The media frenzy has already begun around a forthcoming book by a person known only as “Anonymous.” Excerpts are slowly being leaked out to liberal opinion hosts like MSNBC’s Rachel Maddow in an effort to serve up the usual red meat to her audience.  

In this case, an old question must be asked: Where’s the beef in this red meat? Because Anonymous is just that: An unknown entity. There are lots of perks to that. 

He or she also literally declared in the title of a 2018 New York Times op-ed: “I Am Part of the Resistance Inside the Trump Administration.” 

I’m sure there won’t be any agenda here or twisting of narratives or facts whatsoever.

By remaining anonymous, the author’s credibility cannot be scrutinized. He or she can’t be questioned on camera, for it would mean revealing the author’s true identity. Nor can we question the harrowing tales of President Trump, and the clear and present danger he  supposedly presents to the nation, which neither Aaron Sorkin nor Oliver Stone could script any better. 

Using basic logic and presenting an argument that few broadcast journalists will broach, has anyone considered out loud why Anonymous chooses to stay anonymous? 

The most reasonable answer is easy to arrive at: Because he or she is a low-level administration employee who doesn’t have any real access or interaction with the president or senior decisionmakers in the Trump administration.

And maybe, just maybe, this person is either passing along information he or she heard from their father’s brother’s nephew’s cousin’s former roommate. Or maybe he’s another disgruntled former member of the Obama administration who has been around long enough to know that the usual suspects in the media – especially in some circles of cable news – are really like seagulls at the beach: Throw anything up in the air and they’ll swallow it without first verifying what they’re being fed. If it’s bad and particularly sensational for Trump, it’s good for ratings, good for clicks on social media and good for the bottom line. And if it’s wrong, well, if the last two years are any indication, there won’t be any consequences.

Again, if we don’t know who this person is, how can their credibility be scrutinized? Have they told tales in the past? Do they have an agenda? What does their social-media feed say about their worldview?

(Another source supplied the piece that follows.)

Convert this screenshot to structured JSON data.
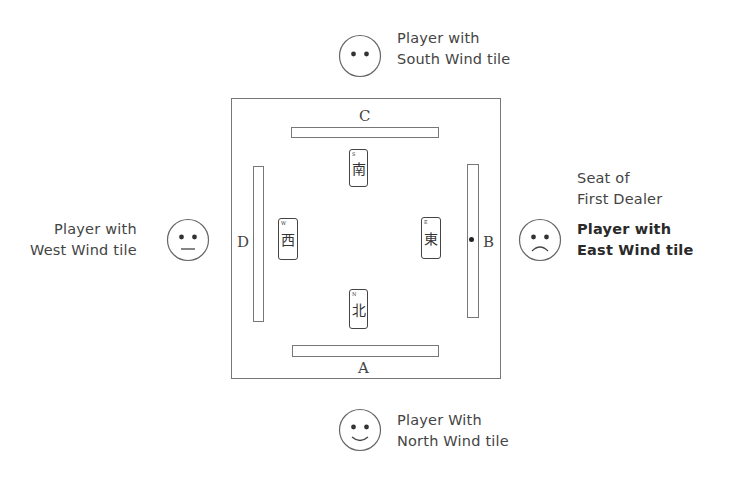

These kinds of background checks go out the window. No matter: He or she still gets a huge payday in the form of a book contract. And no details can be held up to questioning in the process. 

What a sweet deal. 

When you think about it, Anonymous is perfect for the current incarnation of the Fourth Estate. We live in a political media world that thrives on stories that usually read like this: 

“A White House official tells the New York Times …”   

“A source close to the president tells the Washington Post …” 

“Those familiar with the conversation the president had with …” 

We also have precedent here in the form of Michael Wolff, who had the top-selling book of 2018, “Fire and Fury: Inside the Trump White House.” Much of the book featured almost-too-good-to-be-true claims against Trump that Wolff conceded weren’t fact-checked. In one interview during his 2018 book tour, Wolff described himself as “barely a journalist,”

“I’m an observer. I investigate nothing,” he added later in the interview.

“All I do is look and write what I see and what I hear, and my job – which has nothing to do with truth – is to take what I see and what I hear and write that in a way that readers can come [as close] as possible – as close as I came – to the experience of doing this.”

“I want to be able to turn what I see into something that a reader says ‘Oh, I see that too,’ ” he added.

Oh. 

No matter: Wolff was booked dozens of times on huge platforms with almost no pushback on basic facts he got wrong in the book. 

The seagulls loved the meal, so why interrupt it?  

“A Warning” by Anonymous comes to bookstores on Nov. 19. Get ready for plenty of excerpts to be breathlessly read by network anchors and hosts and late-night comics. These excerpts will dominate the news cycle with almost no scrutiny or disclaimers. 

It’s gossip presented as gospel. No doubt it will be followed by moans of “Why, oh why, does the American public distrust the media so much?”